The fleur-de-lis (plural: fleurs-de-lis) or flower-de-luce is a stylized lily (in French, fleur means "flower", and lis means "lily") that is used as a decorative design or symbol. Many of the saints are often depicted with a lily, most prominently St. Joseph. Since France is a historically Catholic nation, the Fleur de lis became commonly used "at one and the same time, religious, political, dynastic, artistic, emblematic, and symbolic", especially in French heraldry.

The fleur-de-lis is represented in Unicode at U+269C (⚜) in the Miscellaneous Symbols block.

While the fleur-de-lis has appeared on countless European coats of arms and flags over the centuries, it is particularly associated with the French monarchy in a historical context, and continues to appear in the arms of the King of Spain (from the French House of Bourbon dynasty) and the Grand Duke of Luxembourg and members of the House of Bourbon. It remains an enduring symbol of France that appears on French postage stamps, although it has never been adopted officially by any of the . According to French historian Georges Duby, the three petals represent the medieval social classes: those who worked, those who fought, and those who prayed.

In France it is widely used in city emblems like in the coat of arms of the city of Lille, Saint-Denis, Brest, Clermont-Ferrand, Boulogne-Billancourt and Calais.

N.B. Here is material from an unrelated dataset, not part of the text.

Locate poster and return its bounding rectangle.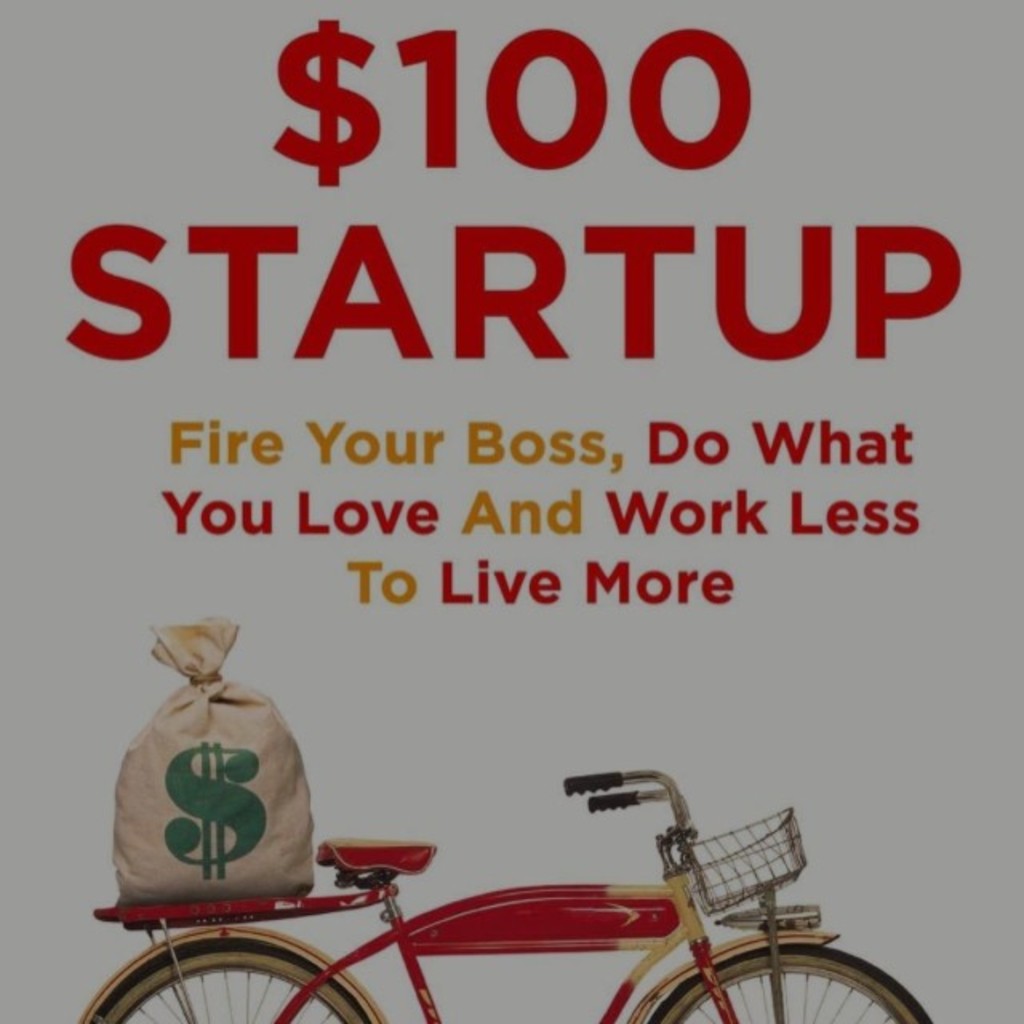
box(0, 0, 1022, 1022).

Some cities that had been particularly faithful to the Crown were awarded an heraldic augmentation of two or three fleurs-de-lis on the chief of their coat of arms; such cities include Paris, Lyon, Toulouse, Bordeaux, Reims, Le Havre, Angers, Le Mans, Aix-en-Provence, Tours, Limoges, Amiens, Orléans, Rouen, Argenteuil, Poitiers, Chartres and Laon among others. The fleur-de-lis was the symbol of Île-de-France, the core of the French kingdom. It appeared on the coat-of-arms of other historical provinces of France, like Burgundy, Anjou, Picardy, Berry, Orléanais, Bourbonnais, Maine, Touraine, Artois, Dauphiné, Saintonge and the County of La Marche. Many of the current departments use the ancient symbol on their coats to express this heritage.